Wages and Panic Buttons

Roger Odisio rodisio at igc.org
Fri Aug 6 15:18:38 PDT 1999


Seth Ackerman wrote:


> Can someone explain to me the salient differences between Bastard
> Keynesianism and the more "authentic" versions? do these differences have
> any real policy implications?
>
> Seth

I'll take a crack at that from the deep recesses of my memory, Seth. What I can tell you is only one part of the story, and in simplified version.

"Bastard Keynesians" is a term coined by Joan Robinson, writing in the 50s. Robinson was actually a student of Keynes in the 30s when he was developing the General Theory, and she always retained a sort of protective approach to the corpus of his thought. Hence her reaction when his work was distorted.

Keynes attacked the neoclassicals of his day most fundamentally by showing theirs was a static equilibrium theory, complete with automatic tendencies toward that equilibrium. What to do when the economy turned down? Nothing, they said. In the General Theory (he called it the General Theory because he argued that all of neoclassical theory was but a restricted, special case), Keynes wrote of the many fundamental problems left unadressed by neoclassical theory; e.g., disconnects between savings and investment such that you can't save your way to prosperity (the problems of Say's Law), the "liqidity trap" when interest rates got too low, and other such things that clearly showed some of the dissembling possibilities of unfettered capitalism.
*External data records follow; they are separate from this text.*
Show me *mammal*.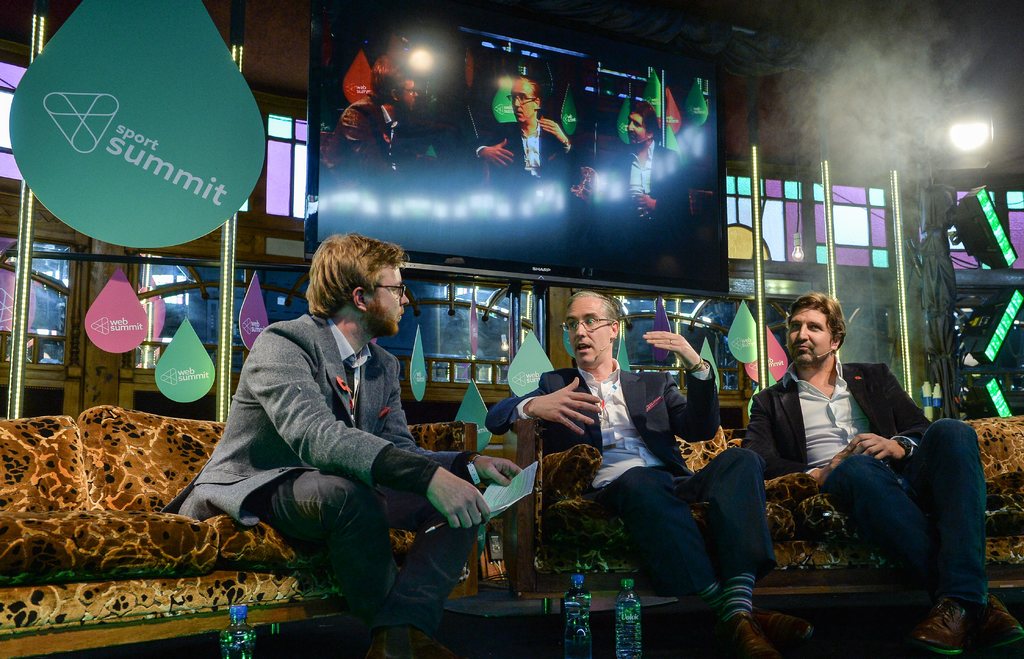
*mammal* is here: (x1=181, y1=244, x2=491, y2=619).
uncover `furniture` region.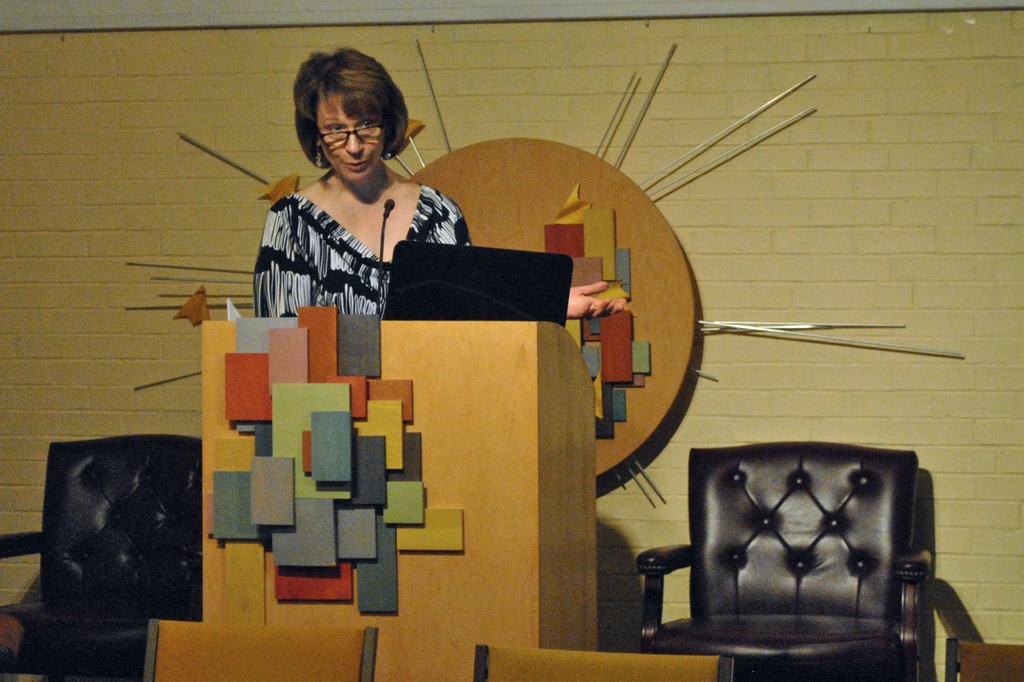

One way to summarize: Keynes added time to the neoclassical static model (see stuff by GLS Schackle and Robinson explaining this) and studied its effects.
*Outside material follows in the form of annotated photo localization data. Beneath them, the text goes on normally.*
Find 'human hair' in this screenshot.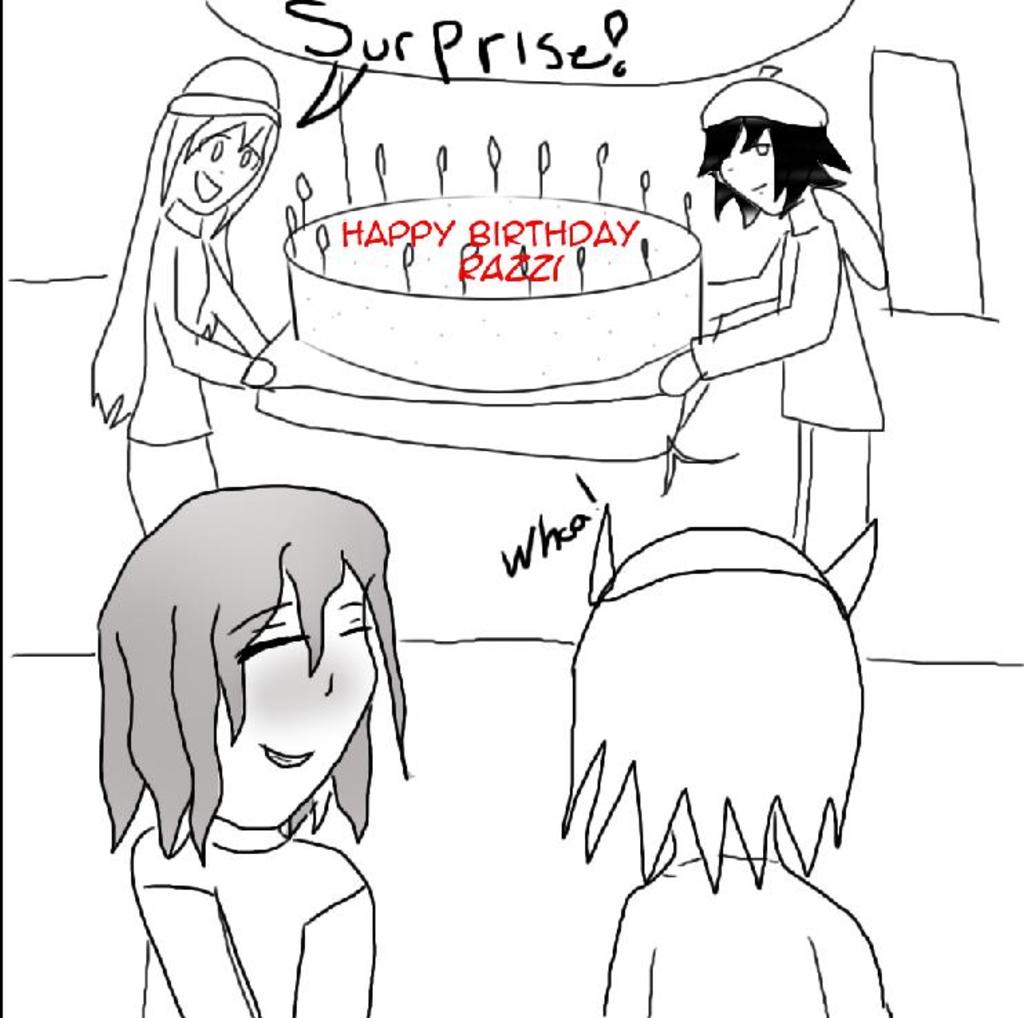
The bounding box for 'human hair' is left=693, top=113, right=847, bottom=230.
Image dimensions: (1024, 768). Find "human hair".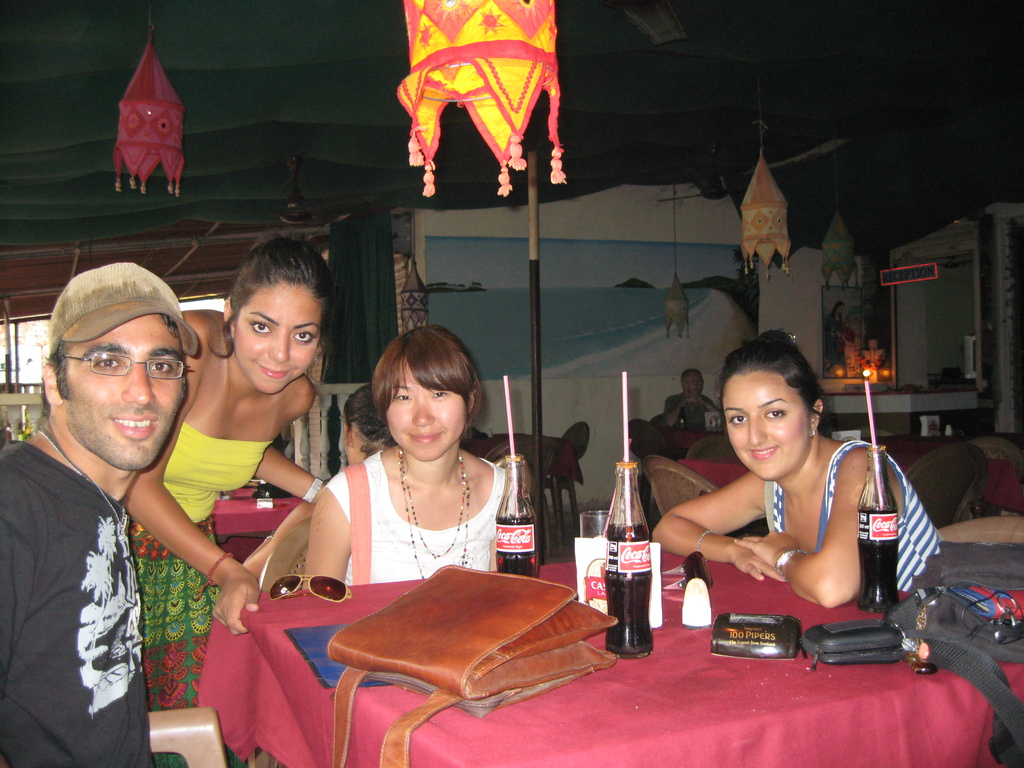
713:327:831:431.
According to Robinson (and she's right), first chance they got, the bastard Keynesians took time back out of the theory. They embraced superficial parts like deficit spending to correct short term problems of aggregate demand (so that Nixon could proclaim "we are all Keynesians now"--the extreme form of bastardization, of course; also the point of Doug's reference to the bastard Keynesian state). But they replaced the heart of Keynes' macro insights with static ISLM curves--you tweak the money supply here or savings there and poof! you're back on track toward equilibrated nirvana. In short, they are bastard Keynesians because they grabbed hold of a few trappings, and threw away the insights that call into question how capitalism functions.

Policy implications? His analysis led Keynes, a rather conservative fella, who e.g., had little use for Marx, to blurt out that, to deal with the problems he had shown, perhaps it was necessary to have social control of investment. Put another way, don't kid yourself that your are getting the heart of the problem when you debate the effects on growth of a tax cut vs. govt. spending.